Yesterday I posted my first impressions on The Don Tapscott Show at FastFoward 09. Here are some more thoughts. I said that rather that trying to figure out which generation is smarter or dumber, it is more useful to say that the definition of intelligence is changing.  Prior generations were smarter than ours on many skills that were important to them.

My grandfather was a college professor but he also worked his way through school by building houses, a skill he got form his father. So when he obtained his first teaching job on a low salary, he built his own house for his young family. Now people are more specialized. Some of this broader range of practical skills in the real world may become useful again in todays down-turning economy. I am sure you can think of examples with your own grandparents.

So if we look at new skills in the virtual world, it also allows us look at the specific skills needed in our changing world and what skills may be enhanced by use of these media. Each medium is not a complete representation of reality. Each represents a different look at reality and each requires different skills. My grad school advisor, David Olson, said that if you read a book on skiing you enhance your information on skiing and enhance your skills in reading, not skiing. Among other things, he looked at what skills we gained as a byproduct of reading.

Each new medium brings us new skills as byproducts that are not always apparent. For example, researchers in the 70s showed film with zooming in to one group and similar film without zooming in to others. Then the two groups were given unrelated tasks and the people who saw the zooming in film paid more attention to details. Of course, whether this lasted more requires long-term research.  Understanding the real impact of our new media also requires long-term research (see What Does Computer Use Really Do to Our Minds?)

Since each medium draws on different skills and supports different cognitive processes, we want to properly map media to tasks once we better understand their characteristics.
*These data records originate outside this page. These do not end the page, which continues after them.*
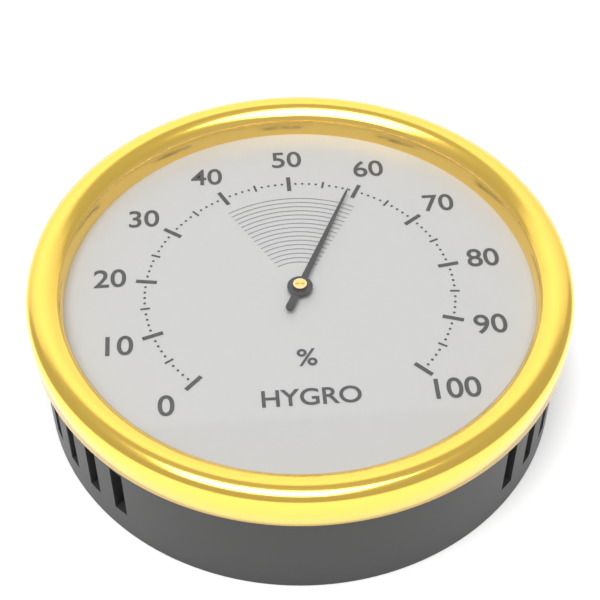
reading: 59 %
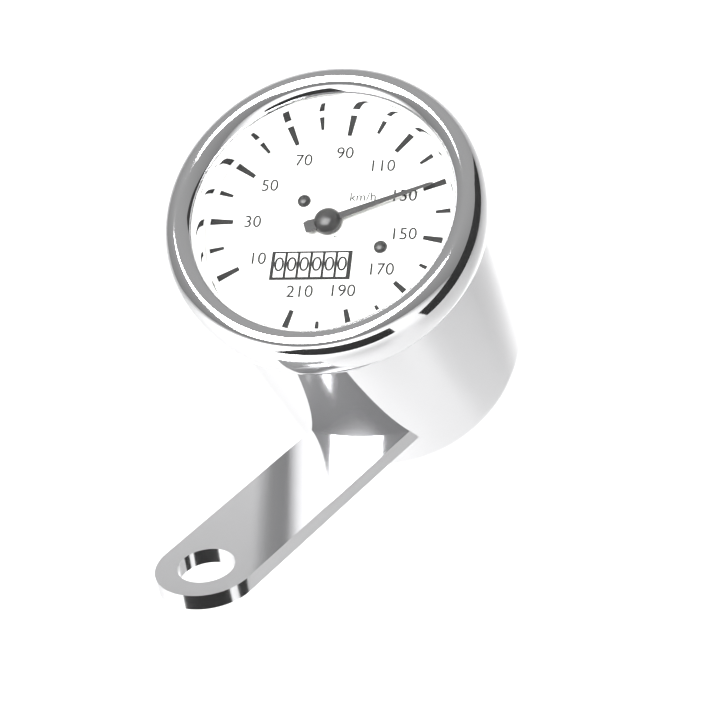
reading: 130 km/h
For example, in some cases a picture is worth a thousand words, but in other cases a few words can be worth a thousand pictures. I did research in the 70s that showed that words were much better for certain spatial tasks that required location definition because they provided a way to codify the spatial environment to pinpoint locations and describe them. In other cases, with tasks that involved the mental manipulation of images, words did not help in the same way.

With the Web, text is still king for many purposes. It allows us to better codify information than images for certain tasks and in this way allows search to more easily find this information. Generally, we have to add text to images through tags to allow today?s search engines to find the images. Text also allows us to process information silently. The younger generation understands this since they can text message each other in the presence of their parents without their parents listening in. 

This silent processing also makes text better than videos for sharing information in certain other environments. I often get videos sent to me when I am surrounded by others and have to save them for later. Then I never get around to looking at them. Text based messages allow instant processing in more environments like the conference session I am sitting through right now.  As I wrote before, it took almost a thousand years for people to realize that you could process text in silence (see Phonetic Alphabet: the Information Technology That Keeps On Giving). I am sure it will take a while for us to better understand how to use the new digital media.

However, text is not always the right answer, as I found before. For example, the combination of audio and images can work better, in some cases, than the combination of text and images. You can only process one visual channel at a time but you can dual process an audio and visual channel. So you cannot read a text caption and look at the image at the same time. You have to go back and forth. However, you can listen to an audio description and process the image simultaneously.  There is much research work to be done here. Getting back to the beginning in this post, the research is better focused on what are the skills and requirements that the new media bring and not which generation is smarter.  I think the generally more inclusive younger generation would agree.